VYNE Therapeutics just posted Q1 results after market close on May 15 — and the print is the week's defining tension. EPS came in at –$0.08, beating the –$0.18 estimate by ten cents. Revenue of $86,000 missed the $200,000 consensus by more than half. The gap between the beat and the miss captures where the company stands: it's burning less than feared, but generating almost nothing.
The lending market tells a story of rising but not extreme short pressure. Short interest jumped nearly 5× over the past week, now sitting at roughly 0.14% of the free float — a very low absolute level, but the pace of movement is hard to ignore. At the same time, the borrow pool is almost fully tapped: availability has tightened to a point where fewer than one share remains for every twenty already lent out, with the borrow pool at 95% used as of May 14 — within sight of the 100% ceiling it hit as recently as May 8. Cost to borrow has roughly doubled over the week to 0.66% but remains low in absolute terms, meaning short pressure is present though not yet costly to maintain.
The Street is quiet after a damaging downgrade. HC Wainwright downgraded to Neutral from Buy last July, ending a long streak of maintained Buy ratings, and no fresh coverage has appeared since. Two analysts cover the stock, both on Hold. The price targets on record — ranging from $4.50 to $8.00 — are stale relative to today's $0.67 price, and the gap is too wide to reconcile cleanly; those targets likely reflect a pre-bear-case pipeline view that no longer holds. The company's own 10-Q landed Thursday alongside the earnings, and Nantahala Capital Management filed a 13G the same day, signalling its position remains a formal stake. Factor scores are modest — a utilization rank in the bottom 3% of the universe captures just how tightly lent-out this small float is, while the short score of 45.2 sits near the midpoint, consistent with moderate but not extreme bearish conviction.
Insider activity across Q4 2025 and Q1 2026 shows a consistent pattern of small sales at the executive level — CEO, CFO, Chief Legal Officer, and Chief Scientific Officer all sold in both December and March. None of the transactions was large in dollar terms (the March cluster totalled roughly $15,000 across all four), and the prices were below current levels, so these reads low-significance. The more notable ownership event is Lynx1 Capital Management, which added its full 1.6 million share position in the quarter ended March 31, becoming the largest single institutional holder at roughly 4.9% of shares. That fresh entry stands against the clinical setback backdrop — VYNE's bear case centres on the Phase 2b vitiligo trial failure, the missed primary endpoint, and the termination that followed.
What to watch next is whether the Q1 10-Q filing and the Nantahala 13G — both filed the same evening as earnings — contain any forward-looking commentary on pipeline pivots or cash runway, given the company held approximately $40 million in cash at last count. Revenue of $86,000 for the quarter makes cash burn, not pipeline success, the single variable that matters most right now.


### Problem details
Find the line containing "Outline woman.", then return it and every line after it through the end of the records, exactly. Leave out pictures.

### Provided data
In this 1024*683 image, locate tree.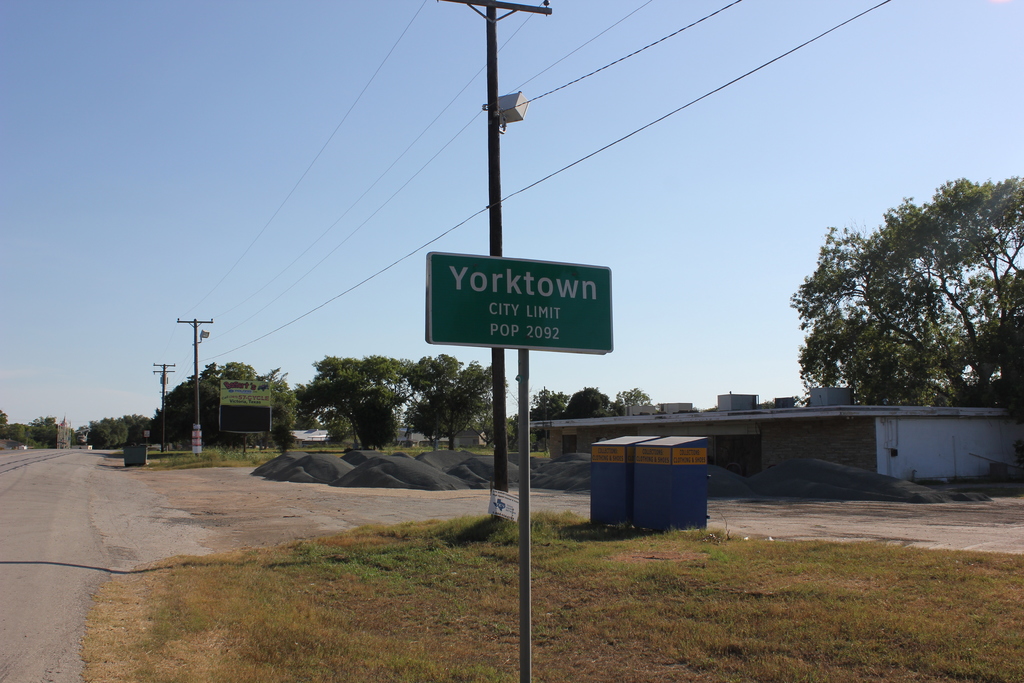
Bounding box: {"left": 778, "top": 174, "right": 1004, "bottom": 446}.
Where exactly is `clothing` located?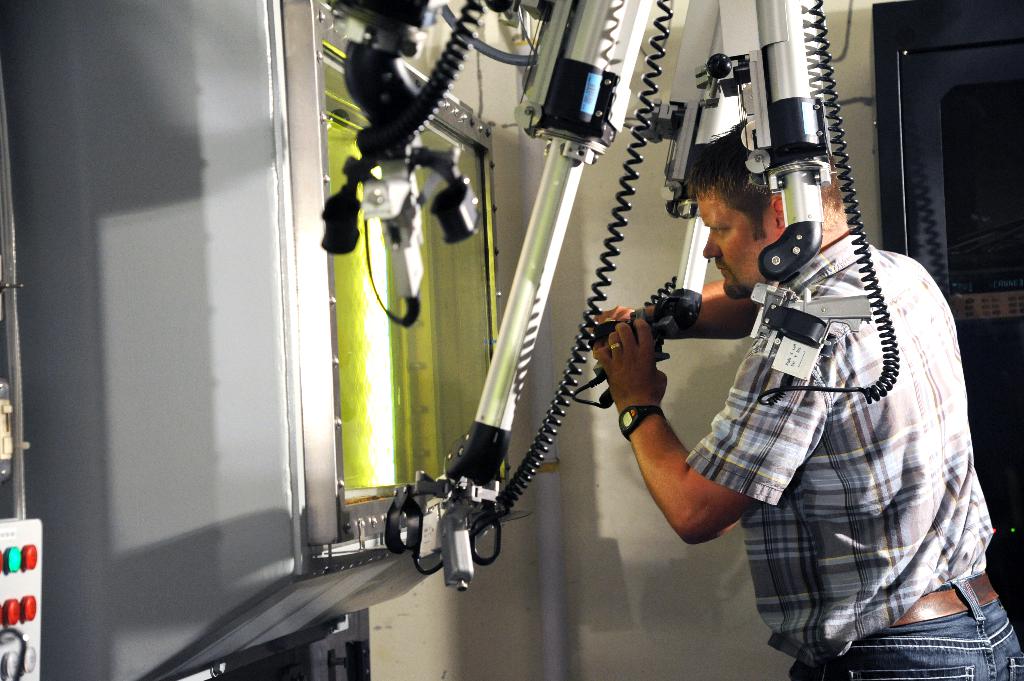
Its bounding box is 673 173 1000 659.
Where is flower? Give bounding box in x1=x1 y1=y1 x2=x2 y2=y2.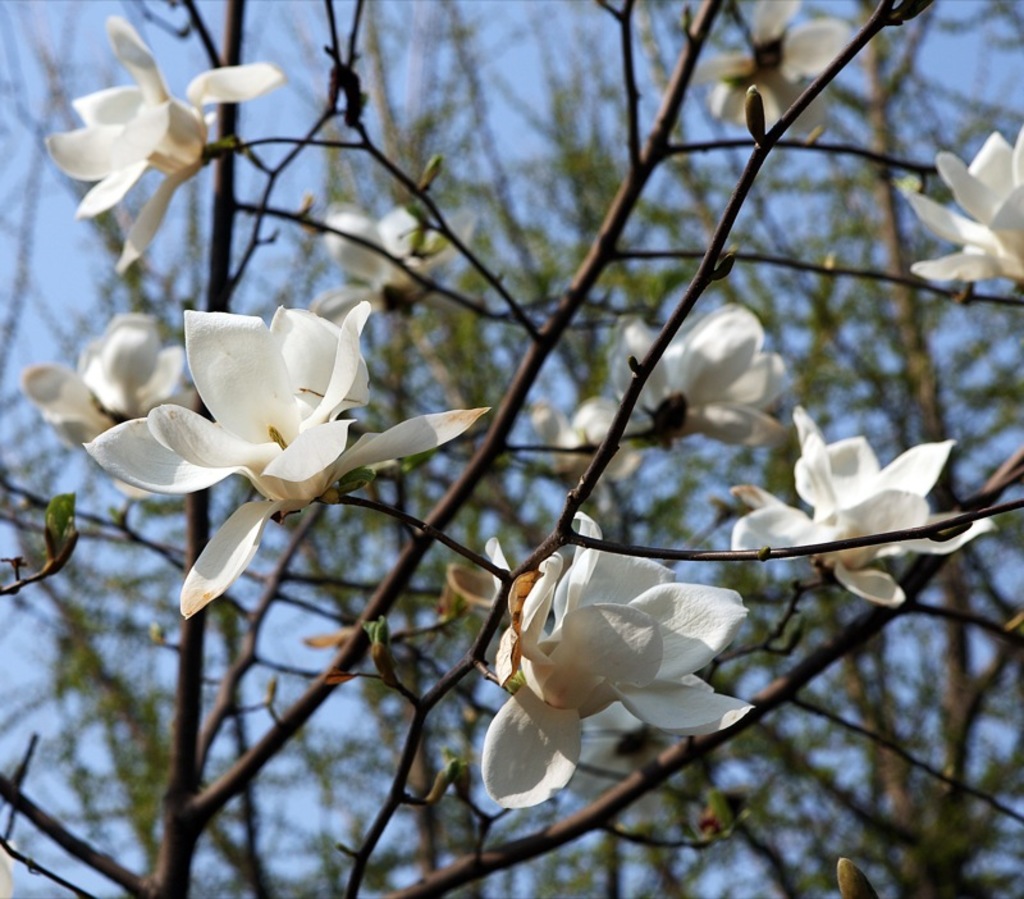
x1=584 y1=301 x2=801 y2=461.
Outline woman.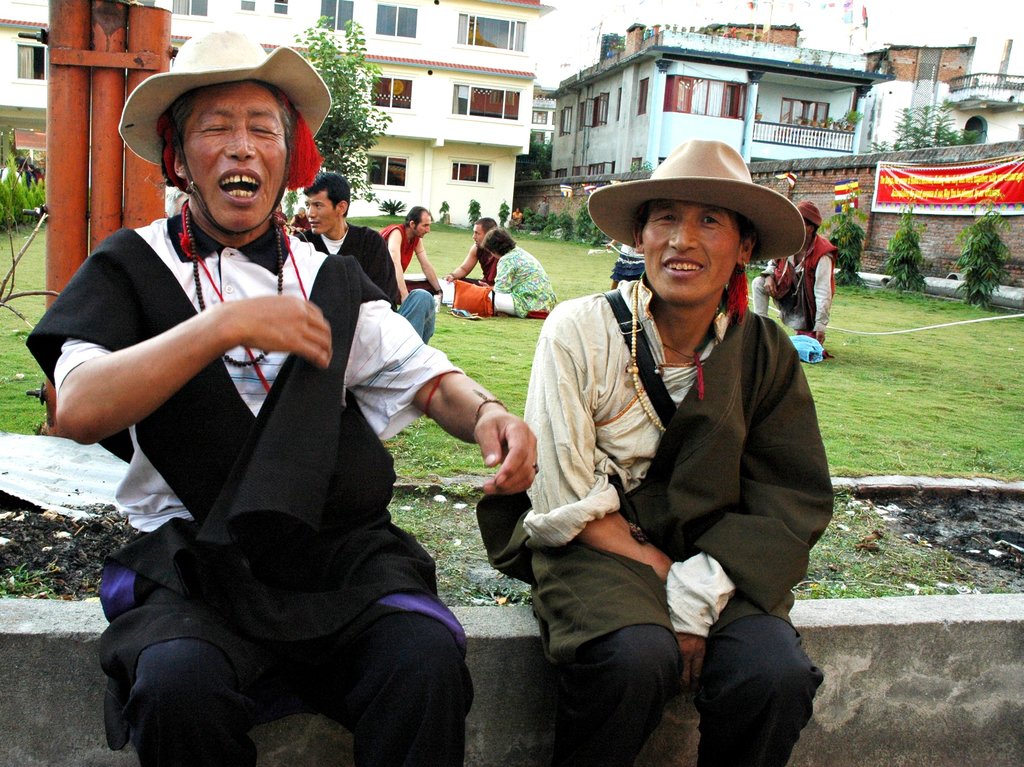
Outline: 605,236,648,292.
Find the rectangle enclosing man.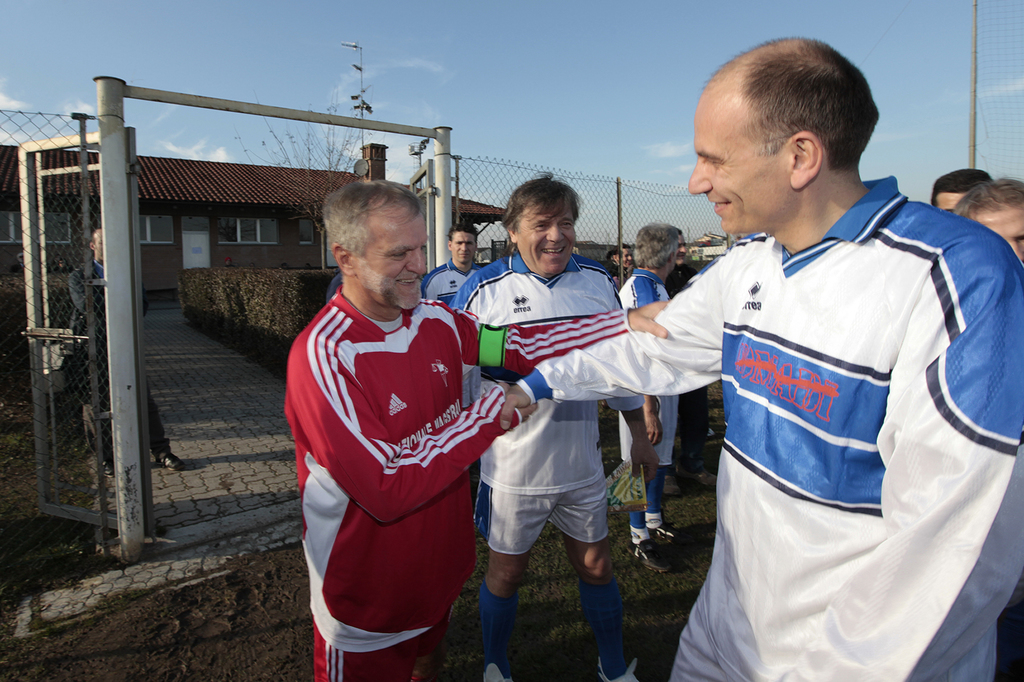
rect(607, 47, 993, 681).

### Written response
Outline woman.
Outline: 605,236,648,292.
Find the rectangle enclosing man.
rect(607, 47, 993, 681).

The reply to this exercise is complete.